Multicultural impact

The rapid spread of the program even attracted notice in Ireland. Dr. Siobhan Murray and her fellow Irish dentist, Dr. Nuala Carney, enrolled in the  Catawba Valley Community College’s Community Dental Health Coordinator course in North Carolina to see how the program could improve the oral health of patients back on the Emerald Isle. They said a similar program didn’t exist in Ireland.

Reaching out to the entire community, a key part of the CDHC graduate’s toolkit, has expanded to ensuring that the curriculum is accessible for Spanish-speaking CDHCs and their audiences. Claudia A. Serna, D.D.S., Ph.D., an assistant professor of public health at the Nova Southeastern University Dr. Kiran C. Patel College Of Osteopathic Medicine in Florida, said that ADA President-elect Cesar Sabates, D.D.S., introduced her to the CDHC program in early 2015 and by July 2015 she started to teach the program in a community college in Miami.

“In order to enhance the program, I decided to teach the program simultaneously in both English and Spanish as 90% of the students in the Florida cohort were Spanish- speaking,” Dr. Serna said. “Based on this experience, the ADA decided that it would be important to translate the entire curriculum and have it available to students.”

Dr. Wakim is so impressed with his experience with CDHCs that his New Jersey health center recently signed a licensing agreement with the ADA to launch a CDHC training center in the Northeast.

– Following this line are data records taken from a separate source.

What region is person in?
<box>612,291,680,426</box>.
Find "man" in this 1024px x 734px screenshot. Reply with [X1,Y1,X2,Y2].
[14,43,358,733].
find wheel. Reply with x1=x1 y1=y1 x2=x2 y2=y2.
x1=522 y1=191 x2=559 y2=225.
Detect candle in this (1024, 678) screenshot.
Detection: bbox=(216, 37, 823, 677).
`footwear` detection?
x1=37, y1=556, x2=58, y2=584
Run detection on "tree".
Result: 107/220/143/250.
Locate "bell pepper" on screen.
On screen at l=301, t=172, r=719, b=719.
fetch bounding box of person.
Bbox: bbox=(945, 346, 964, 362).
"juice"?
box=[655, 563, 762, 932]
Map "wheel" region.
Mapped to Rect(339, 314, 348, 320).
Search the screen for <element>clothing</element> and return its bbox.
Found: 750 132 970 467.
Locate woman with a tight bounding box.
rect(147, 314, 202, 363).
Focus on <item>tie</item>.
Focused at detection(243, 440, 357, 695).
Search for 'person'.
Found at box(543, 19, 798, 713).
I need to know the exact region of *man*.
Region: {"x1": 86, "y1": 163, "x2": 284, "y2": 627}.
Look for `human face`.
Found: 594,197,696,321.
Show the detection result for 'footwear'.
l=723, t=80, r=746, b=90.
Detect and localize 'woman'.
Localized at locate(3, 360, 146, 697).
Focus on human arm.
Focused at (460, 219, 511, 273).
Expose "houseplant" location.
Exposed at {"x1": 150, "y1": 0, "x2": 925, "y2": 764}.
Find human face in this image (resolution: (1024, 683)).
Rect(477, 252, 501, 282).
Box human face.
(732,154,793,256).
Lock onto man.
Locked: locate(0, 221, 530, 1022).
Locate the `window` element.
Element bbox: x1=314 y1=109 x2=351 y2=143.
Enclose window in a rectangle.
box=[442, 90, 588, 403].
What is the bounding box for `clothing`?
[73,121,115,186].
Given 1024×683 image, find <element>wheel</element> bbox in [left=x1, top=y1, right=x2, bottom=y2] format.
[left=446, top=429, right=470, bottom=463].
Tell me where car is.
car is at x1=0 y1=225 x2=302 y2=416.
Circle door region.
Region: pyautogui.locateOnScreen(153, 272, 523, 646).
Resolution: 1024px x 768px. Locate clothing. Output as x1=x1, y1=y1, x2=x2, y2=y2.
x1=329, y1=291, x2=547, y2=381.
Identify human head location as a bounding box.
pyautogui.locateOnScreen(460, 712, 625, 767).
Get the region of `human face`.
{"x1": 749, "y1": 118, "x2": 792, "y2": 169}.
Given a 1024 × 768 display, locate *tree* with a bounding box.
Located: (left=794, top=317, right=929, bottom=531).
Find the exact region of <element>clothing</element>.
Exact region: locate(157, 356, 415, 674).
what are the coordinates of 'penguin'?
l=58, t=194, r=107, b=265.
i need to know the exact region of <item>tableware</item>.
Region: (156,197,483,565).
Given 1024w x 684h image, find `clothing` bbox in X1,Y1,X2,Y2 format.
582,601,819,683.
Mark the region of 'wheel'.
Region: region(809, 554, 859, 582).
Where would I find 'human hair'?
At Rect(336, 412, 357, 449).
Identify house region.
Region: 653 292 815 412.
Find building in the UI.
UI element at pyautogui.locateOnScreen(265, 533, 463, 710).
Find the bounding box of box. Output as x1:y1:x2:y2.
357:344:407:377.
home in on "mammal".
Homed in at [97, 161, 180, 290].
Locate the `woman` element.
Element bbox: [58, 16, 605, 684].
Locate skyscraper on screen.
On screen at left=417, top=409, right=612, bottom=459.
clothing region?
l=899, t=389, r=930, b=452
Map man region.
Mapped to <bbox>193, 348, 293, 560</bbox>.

“The cost savings to the system by having patients access the right care, at the right time, will be tremendous,” Dr. Wakim said. “The potential for connecting patients seeking dental care to needed medical care and vice versa, as well as those seeking dental care at the emergency room, to dental homes will enhance interventions across the health care spectrum. Dentists can be using their chair time for treating patients while CDHCs help patients navigate the system. This is a model that more practices across New Jersey and the Northeast will be able to pursue by training a staff member to become a CDHC.”